Camp X-Ray, the detention center at Guantanamo Bay, took the first approach. That made it possible for the detainees to register complaints about crude and irreverent treatment of the "religious" materials the guards provided them. (No, your Curmudgeon will not leave off the sneer quotes; try reading the Qur'an yourself if you want to know why.) But had the camp adopted the second approach, the detainees would have raised a galactic stink about our "war against Islam," as evidenced by the impediments placed on their practice of their "faith." They would have had the support of all those who seize upon any opportunity to defame the United States and paint it as a theofascist nation inherently hostile to "the Other."
Every policy decision involves tradeoffs. America's enemies have become adept at spotlighting the costs while shoving the benefits and rationales conveniently offstage. Those who allow accusations such as the recent Qur'an-flushing nonsense to trouble them might want to keep that in mind.
Comments
The trouble with allowing “religious” materials to be given to the detainess is that (ironically) the ACLU would be screaming bloody murder about the ‘lack of religous freedom’ that the prisoners were dealing with....I’m thinking that the prisoners should be thanking whatever deity they dig that they didn’t get a 9mm slug in the back of the head on the battlefield.
Posted by Mad Mikey on 06/01/2005 at 07:22 PMI’m feeling a fair amount of real frustration over the fact that the military may in fact have access to toilets capable of flushing a Koran sized book without hopelessly and irretrievably jamming up, and they’re keeping them a secret. (My initial reaction was “IMPOSSIBLE!”, but recent revelations seem to indicate that the stories might be true.) But no outrage at all over the _idea_ of flushing a Koran as an interrogation tactic.
In a world where we’ll inevitably be accused of torture whether we’re doing it or not, it’s even more important that our guys know precisely where the lines are. And this is _not_ on the wrong side of them.
Posted by Matt on 06/01/2005 at 07:34 PMI do not UNDERSTAND why, why, why we keep appeasing/kissing up to these assholes, any of them. It’s like the Republicans in the Senate, unwilling to act because the media, the democrats, the lefties of all stripes-foreign and domestic-will jump up and down and scream at us/them the names they’re already screaming simply because we’re breathing.

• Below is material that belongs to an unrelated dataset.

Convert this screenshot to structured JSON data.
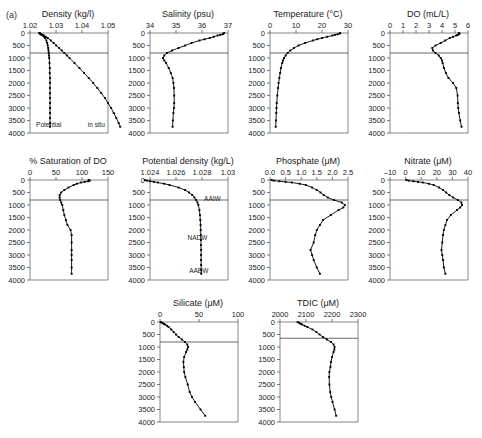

We should just act in our own best rational self-interest and when the inevitable ska-reaming starts, give ‘em an “...and your point is?”, repeatedly til their heads explode.

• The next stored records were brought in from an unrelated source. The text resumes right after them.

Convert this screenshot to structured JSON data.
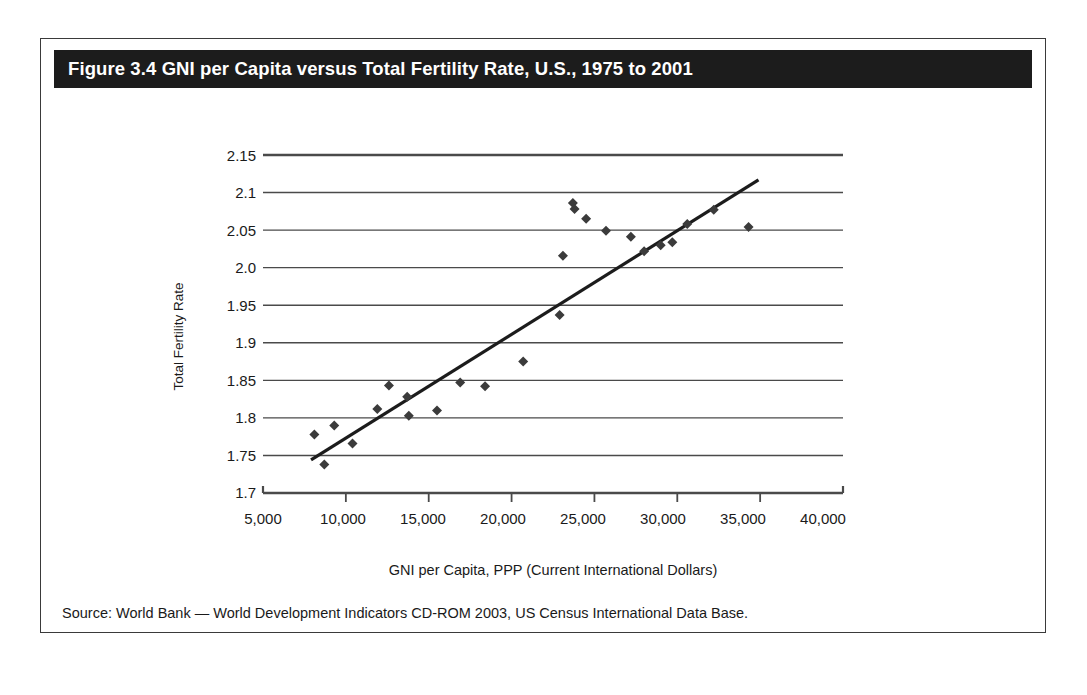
{
  "figure": {
    "title": "Figure 3.4 GNI per Capita versus Total Fertility Rate, U.S., 1975 to 2001",
    "source_note": "Source: World Bank — World Development Indicators CD-ROM 2003, US Census International Data Base.",
    "banner_color": "#1c1c1c",
    "border_color": "#3a3a3a",
    "marker_color": "#3b3b3b",
    "trendline_color": "#1c1c1c",
    "gridline_color": "#4a4a4a"
  },
  "chart_data": {
    "type": "scatter",
    "title": "Figure 3.4 GNI per Capita versus Total Fertility Rate, U.S., 1975 to 2001",
    "xlabel": "GNI per Capita, PPP (Current International Dollars)",
    "ylabel": "Total Fertility Rate",
    "xlim": [
      5000,
      40000
    ],
    "ylim": [
      1.7,
      2.15
    ],
    "xticks": [
      5000,
      10000,
      15000,
      20000,
      25000,
      30000,
      35000,
      40000
    ],
    "xticklabels": [
      "5,000",
      "10,000",
      "15,000",
      "20,000",
      "25,000",
      "30,000",
      "35,000",
      "40,000"
    ],
    "yticks": [
      1.7,
      1.75,
      1.8,
      1.85,
      1.9,
      1.95,
      2.0,
      2.05,
      2.1,
      2.15
    ],
    "yticklabels": [
      "1.7",
      "1.75",
      "1.8",
      "1.85",
      "1.9",
      "1.95",
      "2.0",
      "2.05",
      "2.1",
      "2.15"
    ],
    "grid": "horizontal",
    "legend": "none",
    "series": [
      {
        "name": "United States, 1975 to 2001",
        "marker": "diamond",
        "points": [
          {
            "x": 8100,
            "y": 1.778
          },
          {
            "x": 8700,
            "y": 1.738
          },
          {
            "x": 9300,
            "y": 1.79
          },
          {
            "x": 10400,
            "y": 1.766
          },
          {
            "x": 11900,
            "y": 1.812
          },
          {
            "x": 12600,
            "y": 1.843
          },
          {
            "x": 13700,
            "y": 1.828
          },
          {
            "x": 13800,
            "y": 1.803
          },
          {
            "x": 15500,
            "y": 1.81
          },
          {
            "x": 16900,
            "y": 1.847
          },
          {
            "x": 18400,
            "y": 1.842
          },
          {
            "x": 20700,
            "y": 1.875
          },
          {
            "x": 22900,
            "y": 1.937
          },
          {
            "x": 23100,
            "y": 2.016
          },
          {
            "x": 23700,
            "y": 2.086
          },
          {
            "x": 23800,
            "y": 2.078
          },
          {
            "x": 24500,
            "y": 2.065
          },
          {
            "x": 25700,
            "y": 2.049
          },
          {
            "x": 27200,
            "y": 2.041
          },
          {
            "x": 28000,
            "y": 2.022
          },
          {
            "x": 29000,
            "y": 2.03
          },
          {
            "x": 29700,
            "y": 2.034
          },
          {
            "x": 30600,
            "y": 2.058
          },
          {
            "x": 32200,
            "y": 2.077
          },
          {
            "x": 34300,
            "y": 2.054
          }
        ]
      }
    ],
    "trendline": {
      "type": "linear-fit",
      "x_start": 7900,
      "y_start": 1.744,
      "x_end": 34900,
      "y_end": 2.117
    }
  },
  "axis_labels": {
    "y": [
      "2.15",
      "2.1",
      "2.05",
      "2.0",
      "1.95",
      "1.9",
      "1.85",
      "1.8",
      "1.75",
      "1.7"
    ],
    "x": [
      "5,000",
      "10,000",
      "15,000",
      "20,000",
      "25,000",
      "30,000",
      "35,000",
      "40,000"
    ]
  }
}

Posted by on 06/01/2005 at 11:39 PMThe “Sorry, Jamal, but we ain’t got time for your pseudo-religious crap” approach, while tempting, just isn’t worth the hassle. It would undoubtedly inflame anti-American sentiment, without producing any real gain.
I am deeply troubled by Camp X-Ray. I agree entirely with Mr. Porretto that these out-of-uniform irregulars have, by the laws of war, earned a bullet to the head and an unmarked grave. If the Bush Administration had chosen that path, I would sleep soundly at night.
But they didn’t. Instead they chose to detain these prisoners indefinitely. I have no sympathy for these jihadi vermin, but I fear greatly for the future of the rule of law in the U.S. Some few of these detainees are (or at least have a plausible claim to be) U.S. citizens. They have been denied access to the courts. This is wrong. I cannot help but think their heirs & children will, in 20 years, demand compensation and apologies for their unlawful detention. Based on the precendent of the internment of Japanese-Americans in WWII and subsequent American breast-beating, they’ll probably get both.
This is the worst of both worlds: degradation of the rule of law, followed by self-recrimination for our mistreatment of our sworn enemies. And for what? So Ali the onetime goatherd can be forced to confess that his cousin Yafaz hates Americans too? Exactly how much useful intelligence can be gained from irregulars and volunteer militia types?
I hope I’m wrong about that. I’d like to think the entire process hasn’t been a waste of time. But I’ve heard no evidence that anything of value has been wrung from these creeps. Every one of them who is eventually released is a living rebuke to the entire dog-and-pony show.
I apologize for the length of this comment.